Abstract Detail

Nº613/757 - Ecological and evolutionary processes acting on plant species dependant on their genome sizes
Format: ORAL
Authors
Andrew R. Leitch1, Marie Henniges1, 2, Joseph Morton1, 2, 3, Lubna Faizullah1, 2, Xiaotong (Elaine) Wang1, 2, Jaume Pelicer2, Maite Guignard1, 2, Erika Hersch-Green3, Ilia J. Leitch2.
Affiliations
1 Queen Mary University of London, London, UK 2 Royal Botanic Gardens, Kew, Surrey, UK 3 Michigan Technological University, Houghton, Michigan, USA
Abstract
The amount of DNA in each cell of an organism, called the genome size, varies enormously between species. Indeed, amongst flowering plants there is a known ~2,500 fold range in genome size (from 60,000 -160,000,000 bp per 1C genome). However, most plant species have smaller genomes than would be expected given the incidence of polyploidy and (retro)transpostion in their ancestries, suggestive of evolutionary selection against large genome sizes. This talk first explores ecological selection acting on genome size, focussing in particular on nutrient limitation. We show from grassland nutrient experiments in UK, Germany, Inner Mongolia and from the Nutrient Network that species with large genomes are favoured in the presence of nitrogen and phosphate fertilizers, suggestive of ecological selection against large genomes when they are limiting (as in most soils of the world). But it is unknown if such ecological selection translates to evolutionary selection against large genomes, because available data suggests that there are only small rates of DNA loss per generation (470 Mb/million years, 500 bp/generation). This poses a problem as to how evolutionary selection might act, given that the size of even the smallest plant genome is three orders of magnitude larger than these DNA losses. We propose that a solution to this problem might be that genome downsizing is an emergent property of polyploidy, which after time has ecological advantages to plants growing in nutrient poor habitats.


-- What the task requires --
Pictures are to be left out, and only the lines from the one containing "Decode this image" through the last line of the data are to be returned exactly.

*** Dataset content

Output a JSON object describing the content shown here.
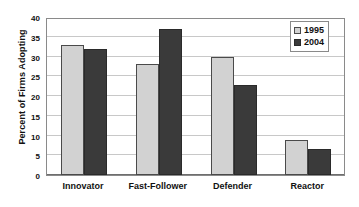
{
  "chart_data": {
    "type": "bar",
    "title": "",
    "xlabel": "",
    "ylabel": "Percent of Firms Adopting",
    "categories": [
      "Innovator",
      "Fast-Follower",
      "Defender",
      "Reactor"
    ],
    "series": [
      {
        "name": "1995",
        "color": "#d2d2d2",
        "values": [
          33.0,
          28.0,
          29.8,
          8.8
        ]
      },
      {
        "name": "2004",
        "color": "#3a3a3a",
        "values": [
          32.0,
          37.0,
          22.8,
          6.6
        ]
      }
    ],
    "ylim": [
      0,
      40
    ],
    "yticks": [
      0,
      5,
      10,
      15,
      20,
      25,
      30,
      35,
      40
    ],
    "ytick_labels": [
      "0",
      "5",
      "10",
      "15",
      "20",
      "25",
      "30",
      "35",
      "40"
    ],
    "grid": true,
    "grid_axis": "y",
    "legend_position": "top-right",
    "legend_entries": [
      "1995",
      "2004"
    ]
  }
}
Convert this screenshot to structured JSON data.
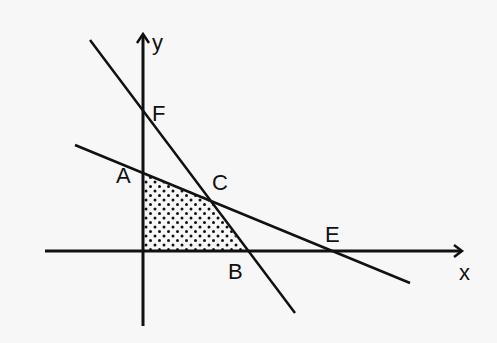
{
  "diagram": {
    "type": "linear-programming-feasible-region",
    "axes": {
      "x_label": "x",
      "y_label": "y",
      "origin": [
        143,
        251
      ],
      "x_axis": {
        "from": [
          45,
          251
        ],
        "to": [
          463,
          251
        ]
      },
      "y_axis": {
        "from": [
          143,
          326
        ],
        "to": [
          143,
          34
        ]
      }
    },
    "lines": [
      {
        "name": "steep-line",
        "from": [
          90,
          40
        ],
        "to": [
          295,
          313
        ],
        "passes_through": [
          "F",
          "C",
          "B"
        ]
      },
      {
        "name": "shallow-line",
        "from": [
          75,
          145
        ],
        "to": [
          410,
          283
        ],
        "passes_through": [
          "A",
          "C",
          "E"
        ]
      }
    ],
    "points": [
      {
        "label": "F",
        "at": [
          143,
          112
        ],
        "label_pos": [
          152,
          121
        ]
      },
      {
        "label": "A",
        "at": [
          143,
          173
        ],
        "label_pos": [
          116,
          183
        ]
      },
      {
        "label": "C",
        "at": [
          210,
          199
        ],
        "label_pos": [
          212,
          188
        ]
      },
      {
        "label": "B",
        "at": [
          246,
          251
        ],
        "label_pos": [
          228,
          279
        ]
      },
      {
        "label": "E",
        "at": [
          333,
          251
        ],
        "label_pos": [
          325,
          240
        ]
      }
    ],
    "shaded_region": {
      "vertices": [
        "O",
        "A",
        "C",
        "B"
      ],
      "pattern": "dotted",
      "polygon": [
        [
          143,
          251
        ],
        [
          143,
          173
        ],
        [
          210,
          199
        ],
        [
          246,
          251
        ]
      ]
    },
    "colors": {
      "ink": "#111111",
      "background": "#f7f7f7"
    }
  }
}
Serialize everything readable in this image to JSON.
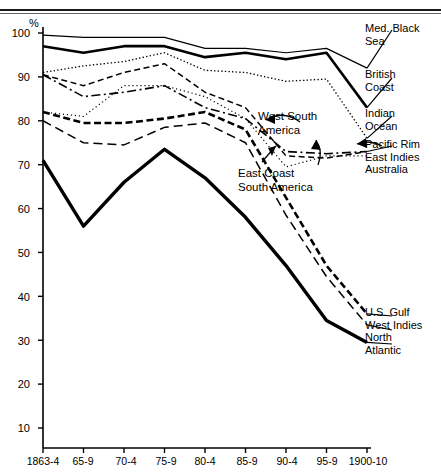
{
  "axis": {
    "y_unit_label": "%",
    "y_ticks": [
      "100",
      "90",
      "80",
      "70",
      "60",
      "50",
      "40",
      "30",
      "20",
      "10"
    ],
    "x_ticks": [
      "1863-4",
      "65-9",
      "70-4",
      "75-9",
      "80-4",
      "85-9",
      "90-4",
      "95-9",
      "1900-10"
    ]
  },
  "legend": {
    "med_black_sea": "Med. Black\nSea",
    "british_coast": "British\nCoast",
    "indian_ocean": "Indian\nOcean",
    "pacific_rim": "Pacific Rim\nEast Indies\nAustralia",
    "us_gulf": "U.S. Gulf\nWest Indies\nNorth\nAtlantic"
  },
  "annotations": {
    "west_south_america": "West South\nAmerica",
    "east_coast_south_america": "East Coast\nSouth America"
  },
  "chart_data": {
    "type": "line",
    "title": "",
    "xlabel": "",
    "ylabel": "%",
    "ylim": [
      0,
      100
    ],
    "grid": false,
    "legend_position": "right",
    "categories": [
      "1863-4",
      "65-9",
      "70-4",
      "75-9",
      "80-4",
      "85-9",
      "90-4",
      "95-9",
      "1900-10"
    ],
    "series": [
      {
        "name": "Med. Black Sea",
        "style": "thin-solid",
        "values": [
          99.5,
          99.0,
          99.0,
          99.0,
          96.5,
          96.5,
          95.5,
          96.5,
          92.0
        ]
      },
      {
        "name": "British Coast",
        "style": "thick-solid",
        "values": [
          97.0,
          95.5,
          97.0,
          97.0,
          94.5,
          95.5,
          94.0,
          95.5,
          83.0
        ]
      },
      {
        "name": "Indian Ocean",
        "style": "fine-dotted",
        "values": [
          91.0,
          92.5,
          93.5,
          95.5,
          91.5,
          91.0,
          89.0,
          89.5,
          76.0
        ]
      },
      {
        "name": "West South America",
        "style": "dashed-medium",
        "values": [
          90.5,
          88.0,
          91.0,
          93.0,
          86.5,
          83.0,
          72.0,
          71.5,
          73.0
        ]
      },
      {
        "name": "Pacific Rim East Indies Australia",
        "style": "dash-dot",
        "values": [
          90.5,
          85.5,
          86.5,
          88.0,
          83.0,
          80.5,
          73.0,
          72.5,
          73.0
        ]
      },
      {
        "name": "East Coast South America",
        "style": "dotted-coarse",
        "values": [
          82.0,
          81.0,
          88.0,
          88.0,
          85.5,
          80.5,
          69.5,
          72.0,
          72.0
        ]
      },
      {
        "name": "U.S. Gulf",
        "style": "thick-dashed",
        "values": [
          82.0,
          79.5,
          79.5,
          80.5,
          82.0,
          78.0,
          62.5,
          47.0,
          36.0
        ]
      },
      {
        "name": "West Indies",
        "style": "long-dashed",
        "values": [
          80.0,
          75.0,
          74.5,
          78.5,
          79.5,
          75.0,
          58.5,
          44.5,
          33.5
        ]
      },
      {
        "name": "North Atlantic",
        "style": "heavy-solid",
        "values": [
          71.0,
          56.0,
          66.0,
          73.5,
          67.0,
          58.0,
          47.0,
          34.5,
          29.5
        ]
      }
    ]
  }
}
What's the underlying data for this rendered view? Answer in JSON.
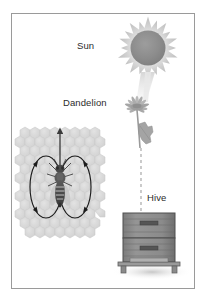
{
  "figure": {
    "background_color": "#ffffff",
    "frame_color": "#9a9a9a",
    "label_color": "#2b2b2b"
  },
  "labels": {
    "sun": "Sun",
    "dandelion": "Dandelion",
    "hive": "Hive"
  },
  "elements": {
    "sun": {
      "name": "Sun",
      "disc_color": "#8d8d8d",
      "ray_color": "#c9c9c9",
      "center_x": 148,
      "center_y": 48,
      "disc_radius": 17,
      "ray_count": 20,
      "ray_length": 14
    },
    "dandelion": {
      "name": "Dandelion",
      "flower_color": "#b4b4b4",
      "stem_color": "#9d9d9d",
      "leaf_color": "#a6a6a6",
      "center_x": 137,
      "center_y": 112
    },
    "honeycomb": {
      "name": "Honeycomb",
      "cell_color": "#d8d8d8",
      "cell_outline": "#c2c2c2",
      "left": 14,
      "top": 126,
      "width": 92,
      "height": 114
    },
    "bee": {
      "name": "Honeybee",
      "body_color": "#4a4a4a",
      "stripe_color": "#8a8a8a",
      "wing_color": "#bcbcbc",
      "center_x": 60,
      "center_y": 187
    },
    "hive": {
      "name": "Beehive box",
      "box_color": "#8c8c8c",
      "box_outline": "#4f4f4f",
      "stand_color": "#9a9a9a",
      "shadow_color": "#d5d5d5",
      "left": 123,
      "top": 213,
      "width": 52,
      "height": 52
    },
    "dance_path": {
      "name": "Figure-eight waggle dance path",
      "stroke_color": "#1c1c1c",
      "arrow_color": "#1c1c1c",
      "left_loop_center_x": 46,
      "right_loop_center_x": 75,
      "loop_center_y": 187,
      "loop_rx": 16,
      "loop_ry": 31
    },
    "waggle_arrow": {
      "name": "Waggle run direction arrow",
      "color": "#3a3a3a",
      "x": 60,
      "y_top": 127,
      "y_bottom": 186
    },
    "sight_line": {
      "name": "Dashed line from dandelion to hive",
      "color": "#a8a8a8",
      "x": 141,
      "y_top": 150,
      "y_bottom": 216,
      "style": "dashed"
    },
    "sun_ray_beam": {
      "name": "Sunlight beam to dandelion",
      "color": "#dcdcdc"
    }
  }
}
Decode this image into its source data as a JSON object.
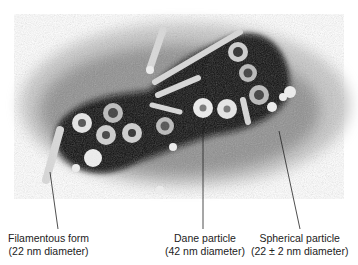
{
  "figure": {
    "type": "electron-micrograph",
    "labels": [
      {
        "id": "filamentous",
        "line1": "Filamentous form",
        "line2": "(22 nm diameter)"
      },
      {
        "id": "dane",
        "line1": "Dane particle",
        "line2": "(42 nm diameter)"
      },
      {
        "id": "spherical",
        "line1": "Spherical particle",
        "line2": "(22 ± 2 nm diameter)"
      }
    ]
  },
  "colors": {
    "background": "#ffffff",
    "stain_dark": "#111111",
    "particle_light": "#e8e8e8",
    "text": "#222222"
  }
}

******

-- Answer section --
Decode this image into its source data as a JSON object.
{
  "figure": {
    "type": "electron-micrograph",
    "labels": [
      {
        "id": "filamentous",
        "line1": "Filamentous form",
        "line2": "(22 nm diameter)"
      },
      {
        "id": "dane",
        "line1": "Dane particle",
        "line2": "(42 nm diameter)"
      },
      {
        "id": "spherical",
        "line1": "Spherical particle",
        "line2": "(22 ± 2 nm diameter)"
      }
    ]
  },
  "colors": {
    "background": "#ffffff",
    "stain_dark": "#111111",
    "particle_light": "#e8e8e8",
    "text": "#222222"
  }
}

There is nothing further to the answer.